The British expats, by contrast, are sniveling racists; while receiving a kickback in a brown paper bag, one guard unsubtly exclaims, “Your money stinks!” at his cowering briber, literally referring to the currency’s malodorousness. Using threatened connections within Hong Kong’s band of martial arts schools, these Brits set up a boxing tournament with a star U.K. champion, Taylor “The Twister” Milos (Darren Shahlavi), hoping to embarrass the virility of the region’s men even further. This Rocky IV-esque device is clunkily executed, as Milos isn’t much more than a raucous pugilist that throws the traditions of Wing Chun et al into sharp relief; his storyline even begins with awkwardness, as some British cops argumentatively scout feasible locations where matches can be held. (The camerawork punctuates the irascible police superintendent’s bellowing with mannered smash zooms.) But much as Ivan Drago’s blonde fury clumsily encapsulated our own confused anxieties towards the Evil Empire, Milos’s obnoxious demeanor is a timely if notably conservative revenge against Hong Kong’s occupiers. (Unlike that of the Japanese from the first film, his evil is a far more benign caricature.)
One can guess the reversals and eventual resolution from this point on, but even as Milos predictably batters through a meager group of challengers, the film draws us in with relentlessly lyrical kinesthetics.

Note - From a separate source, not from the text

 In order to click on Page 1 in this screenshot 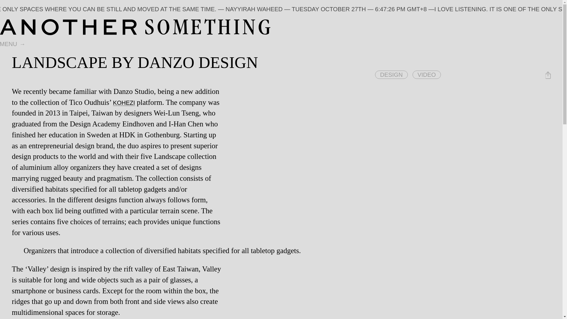, I will do `click(281, 251)`.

The most memorable fight might be the most anticlimactic, staged between the muscular Milos and the corrupt but well-meaning Hung Ga instructor Hung Chun-nam (portrayed by Sammo Hung, the famed martial arts choreographer). Chun-nam’s potbelly and senescent wheeze aren’t an appropriate match for Milos’s padded fists, but they offer actor/trainer Hung, whose own frailty is tragically accelerating, an opportunity to illustrate the fine art of falling. He torks his head to simulate the force of on-coming blows, bowls over with calculated gawkiness, and seems, even, to pause meditatively during a backward, floor-bound spiral sans digital assistance. That the manual magic of this performance comes through the creakiness of Yip’s hyperactive editing is, much more than the passing reference to Ip Man protégé Bruce Lee at the film’s close, a stirring tribute to what might define the philosophy of Chinese martial arts most definitively: humility.

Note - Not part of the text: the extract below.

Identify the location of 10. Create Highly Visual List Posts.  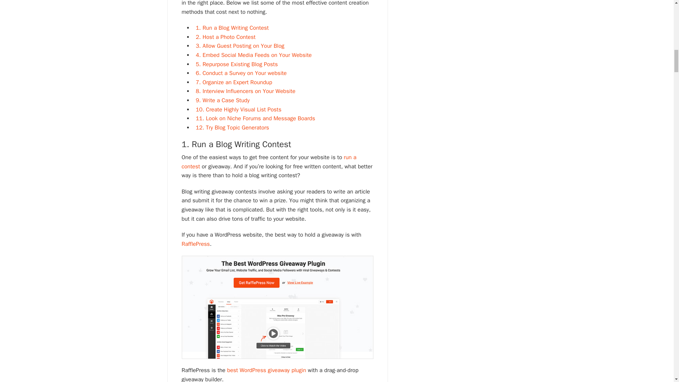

Since 2001, we've brought you uncompromising, candid takes on the world of film, music, television, video games, theater, and more. Independently owned and operated publications like Slant have been hit hard in recent years, but we’re committed to keeping our content free and accessible—meaning no paywalls or fees.
If you like what we do, please consider subscribing to our Patreon or making a donation.